Flagship Biosciences finds Arizona a great home for serving pathology digitally

Flagship Biosciences, a fast growing pharmaceutical services company based in Flagstaff, AZ, is a leading example of the power of the collaborative nature of the Arizona bioindustry.

In a collaboration between Flagship Biosciences and Dr. Mohamed Salama’s team at the University of Utah, Flagship’s computer algorithms can measure the number of myeloma cells within a given proximity of blood vessels in bone marrow samples. (Image courtesy of Flagship Biosciences)

The development of a drug can take over ten years, and cost over a billion dollars. One of the key components to evaluating toxicity and efficacy can only be observed by board-certified pathologists, evaluating tissue for response under a microscope. The pharmaceutical industry utilizes over 90 million glass slides a year, and the medical device firms add another 10 million slides worldwide. Pathology has been one of the last areas of clinical practice to embrace a fully digital workflow, due partly to the lack of acceptable slide scanning technology, and the order of magnitude higher resolution of the images over radiology.

Arizona is no stranger to the trend to digitize slides, with Dr. Ronald Weinstein from the University of Arizona as an early pioneer of telepathology and a leader in the field. Ventana Medical in Tucson is one of the largest players in immunohistochemistry, the preparation of the tissue and the creation of the glass slides prior to digitization, a business valued at $3.4 billion when acquired by Roche several years ago.
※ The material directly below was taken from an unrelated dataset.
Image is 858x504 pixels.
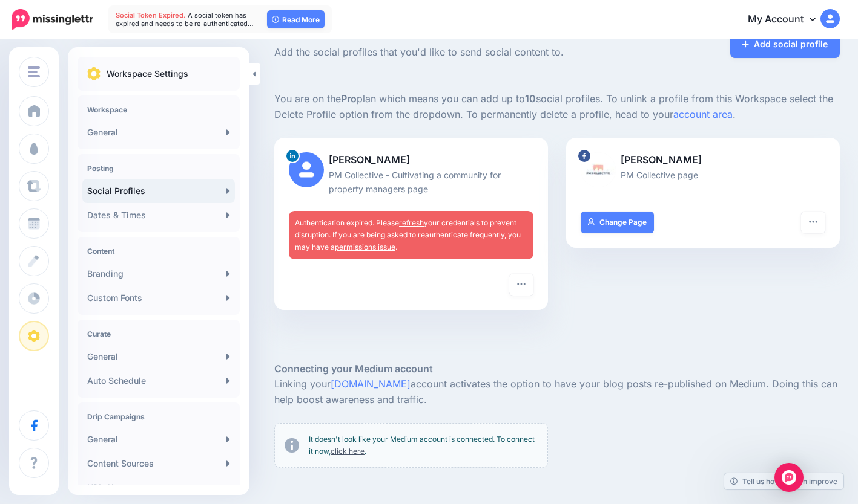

While the technology is improving rapidly, there was no services organization that was distinctly leveraging the technology in drug and device development.

Flagship was founded in 2009 by two veteran pharmaceutical pathologists from OSI and Novartis Pharmaceuticals, who saw the unique opportunity afforded by redesigning the entire tissue business around a digital workflow. Steve Potts, a scientist from Arizona, joined the company as CEO in 2010, and two top image analysis experts joined as well. One of these experts, Dr. Holger Lange, has written five of the last seven FDA clearances across the entire global digital pathology industry. Steve Potts’ team wrote the standards for the nacent industry for digital pathology compliance with 21 CFR 11 previously.

Flagship Biosciences recently acquired IHCtech, a Colorado immunohistochemistry and histology firm with worldclass expertise in dual staining. Shown here is an example of two stains, one in brown to identify a given cell type (CD8 positive cells) and one in red to identify proliferating cells (Ki67). (Image courtesy of Flagship Biosciences)

 “We have been profitable since we opened our doors, and were self-funded by working closely with customers from the very beginning. We have seen a 400% growth in business from 2010 to 2011, and are now working with over sixty biotech, pharma, and medical device clients” said Dr. Steve Potts. “We are adding additional tissue oriented services in order to provide a complete workflow to our clients, from tissue procurement, through immunohistochemistry to digital pathology and image analysis.”

The unique nature of a digital workflow allows Flagship to have pathology collaborations around the world, regardless of where the pathologist actually lives. “For a lymphoma drug study, we work with a top lymphoma pathologist in Southern California, for a myeloma study, a top expert in Utah, for prostate an academic medical center in Minnesota”. This collaboration allows the specialty pathologist to work closely with Flagship’s image analysis scientists in developing quantitative approaches that correlate well with what is observed by a pathologist visually on a slide.

Flagship has filed a number of patents to protect their unique image analysis approaches, and authored over seven peer-reviewed science papers in 2011.

While most of Flagship’s customers are at biotech and pharma locations around the world, there has been some strong collaborations formed with Arizona biotech firms. “The collaboration spirit in Arizona is remarkable” said Steve Potts. “the amount of additional business that Arizona groups like TGEN generate for other local biotech providers is astonishing. It has been an honor to work with Steve Gately’s TGEN Drug Development group (TD2), with a number of completed projects where TD2 applies their unique oncology expertise and Flagship adds our quantitative pathology.”

Arizona has a number of worldclass specialty contract research organizations, including TD2 in Oncology, Flagship Biosciences in pathology, Imaging Endpoints in radiology, Medelis in oncology and dermatology clinical trials, and SDC in statistics. The need for best-in-class specialty service is growing in the pharmaceutical industry, and Arizona with a skilled workforce, strong collaborative spirit, and industry friendly environment is positioned to lead in this area.